Culture is not just an ornament; it is the expression of a nation's character, and at the same time it is a powerful instrument to mould character. The end of culture is right living.
The end of knowledge is wisdom The end of culture is perfection The end of wisdom is freedom The end of education is character. And character consists of eagerness to renounce one's selfish greed.
Where does a character come from? Because a character, at the end of the day, a character will be the combination of the writing of the character, the voicing of the character, the personality of the character, and what the character looks like.
As the character talks and moves, the world around him is slowly revealed, just like dollying a camera back for a wider look at things. So all my stories start with a character, and that character introduces setting, culture, conflict, government, economy... all of it, through his or her eyes.
As far as geek culture, I didn't grow up in the comic con geek culture lane, then I started doing Comic Cons seeing the impact of it. The character, Rufio living on.
As a young artist in New York, I thought about postwar Japan - the consumer culture and the loose, deboned feeling prevalent in the character and animation culture. Mixing all those up in order to portray Japanese culture and society was my work.
Women are mere "beauties" in men's culture so that culture can be kept male. When women in culture show character, they are not desirable, as opposed to the desirable, artless ingenue.

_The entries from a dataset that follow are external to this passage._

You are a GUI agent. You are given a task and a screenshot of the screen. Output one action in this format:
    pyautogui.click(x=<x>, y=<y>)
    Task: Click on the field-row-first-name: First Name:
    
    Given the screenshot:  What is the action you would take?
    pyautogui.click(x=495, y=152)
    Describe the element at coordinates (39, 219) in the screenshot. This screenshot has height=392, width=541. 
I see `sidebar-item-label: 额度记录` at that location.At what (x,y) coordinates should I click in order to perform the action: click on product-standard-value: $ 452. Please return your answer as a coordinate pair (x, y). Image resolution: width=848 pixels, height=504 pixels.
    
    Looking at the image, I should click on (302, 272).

A person whose desires and impulses are his own - are the expression of his own nature, as it has been developed and modified by his own culture - is said to have a character. One whose desires and impulses are not his own, has no character, no more than a steam-engine has character.
I think every time you take a female character, a black character, a Hispanic character, a gay character, and make that the point of the character, you are minimalizing the character.

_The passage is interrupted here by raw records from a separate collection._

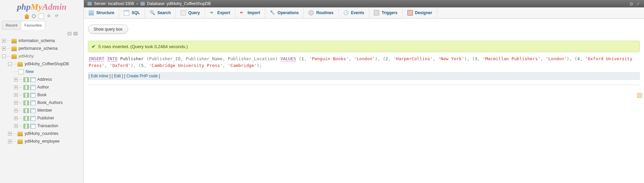 Image resolution: width=644 pixels, height=183 pixels. What do you see at coordinates (42, 141) in the screenshot?
I see `db-node: yd94ohy_employee` at bounding box center [42, 141].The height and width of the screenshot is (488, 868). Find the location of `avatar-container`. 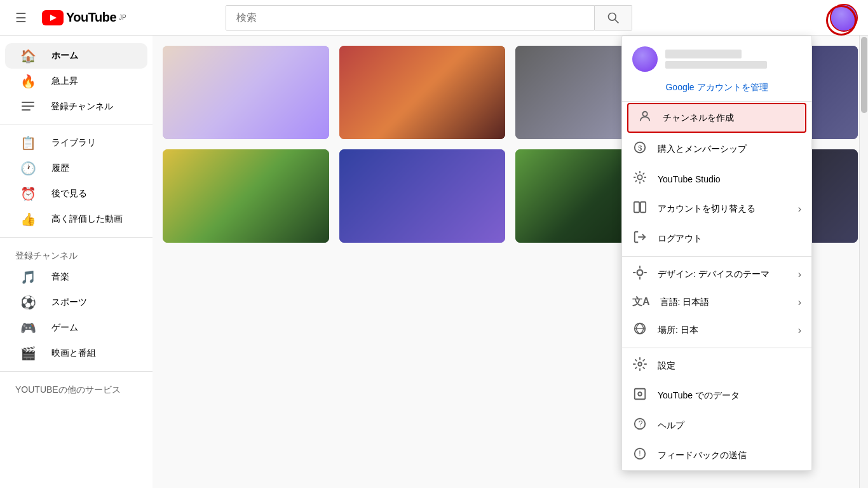

avatar-container is located at coordinates (844, 18).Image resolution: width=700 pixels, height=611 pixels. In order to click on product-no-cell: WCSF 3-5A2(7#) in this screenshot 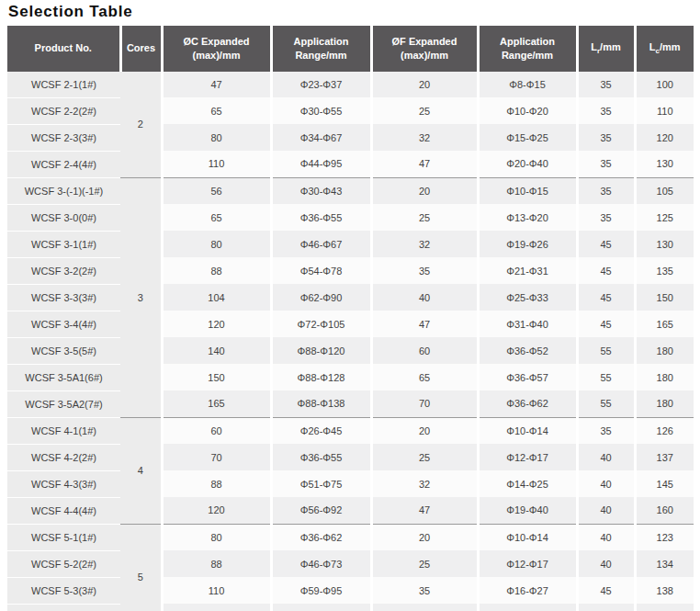, I will do `click(64, 404)`.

While we remain a nation decisively shaped by religious faith, our politics and our culture are, in the main, less influenced by movements and arguments of an explicitly Christian character than they were even five years ago. I think this is a good thing - good for our political culture.
Character is the backbone of our human culture. Music is the flowering of character.
If our Hindu culture forbids beef meat, does the same culture give you the right to abuse me and my family just because I have an opinion that you don't agree with?
I think noir is an immensely powerful - and elastic - lens through which to look at narrative and character. It seems to access something dark and true in us that other modes of fiction are often a bit prissy about touching. But the key to making it work as time and culture moves on is to use the elasticity, not just the power.
The end of culture is right living
There’s an old writing rule that says ‘Don’t have two character names start with the same letter’, but I knew at the beginning that I was going to have more than 26 characters, so I was in trouble there. Ultimately it comes down to what sounds right. And I struggle with that, finding the right name for a character. If I can’t find the right name I don’t know who the character is and I can’t proceed.
You won't find a CEO who doesn't talk about a 'powerful culture' as a source of competitive advantage. At the same time, you'd be hard-pressed to find a CEO who has much of a clue about the strength of that culture.
I know there are lots of positives in the evolution of technology, but I also think it will be responsible for the end of a unique character, of a specific kind of geographical culture. The world is getting so small, and mass production is getting so big. Everything is in danger of becoming the same.